Light This City Bio
Laura Nichol - vocals Mike Dias - bass Brian Forbes - guitar Nick Koenig - guitar Ben Murray - drums
Genres
Twenty years ago, the San Francisco Bay Area was Ground Zero for the extreme metal scene. Metallica, Exodus, Testament and many others were the progenitors of a sound that has endured to this day--albeit in a number of modified forms--and remains the modern sound of metal. Light This City are acutely aware of the musical history of their Bay Area roots and, since their 2003 debut The Hero Cycle, have endeavored to create a sound that not only to pays homage to the originators, but also incorporates the extreme sounds of death metal and the lyrical honesty and passion of hardcore. Some may call it metalcore, but Light This City have taken a different angle on the genre with their unabashedly old-school influences.
The trio of vocalist Laura Nichol, bassist Mike Dias and drummer Ben Murray first formed Light This City in 2002 based on a shared interest in both the melodic death metal of bands like At the Gates and the classic thrash metal of Metallica and Megadeth.
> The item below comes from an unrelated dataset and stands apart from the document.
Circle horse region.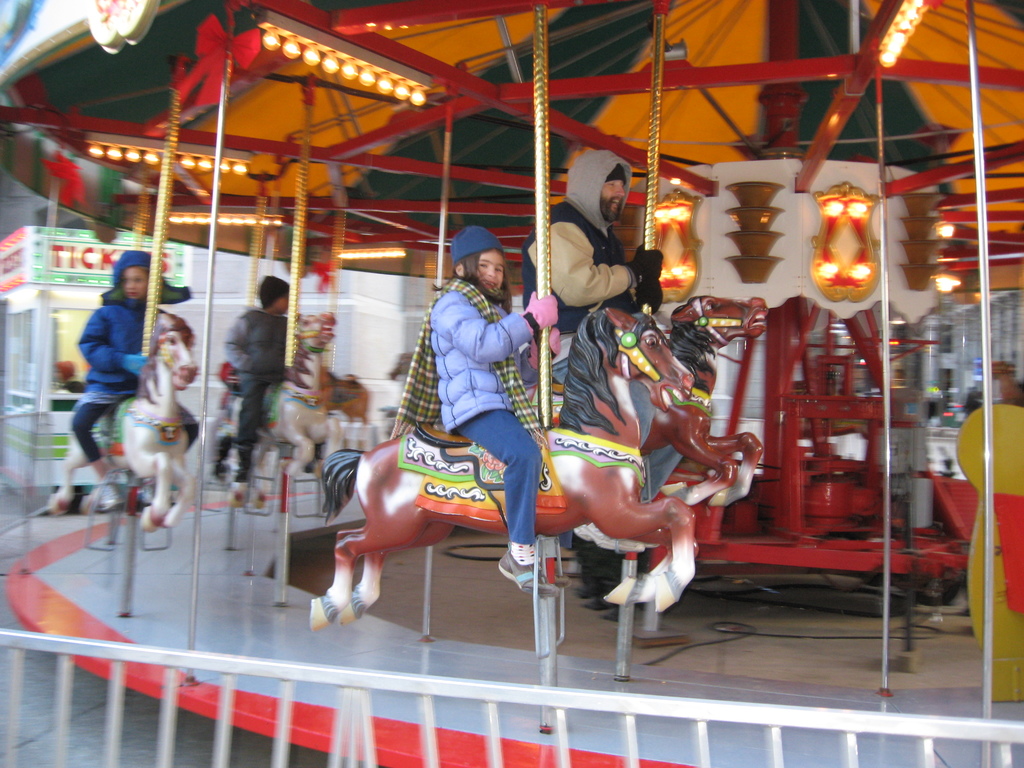
Region: region(213, 312, 344, 506).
After extensive touring and the recording of The Hero Cycle with an early lineup that included two different guitarists, the band solidified things with the addition of Brian Forbes and Nick Koenig.
In 2005 this quintet became Prosthetic Records' latest signing and delivered to the label an album that fulfills the potential that its debut suggested. Remains of the Gods, Recorded by Zack Ohren at Castle Ultimate Studios in Oakland, is 34 minutes of unrelenting intensity. Murray’s complex songwriting combined with Nichol’s engraged roar takes metalcore to places it's never been before. Rather than relying solely on Maiden-esque guitar interplay to inject melody into their bludgeonous songs, Light This City instead offer up a punishing fistful of melodic speed metal riffs--think Metallica's Ride the Lightning or Exodus' Bonded By Blood--to create a brutal sound that never needs to devolve into a math-metal cacophony or aimless blast beats just for the sheer sake of proving its intensity.
Remains of the Gods is the rare record that takes liberally from the past, without neglecting modern influences. And with it Light This City have created an album that not only far surpasses their well-received debut, it quite explicitly defines the band's remarkable sound and simultaneously contributes a new page to the Bay Area's storied history of extreme metal.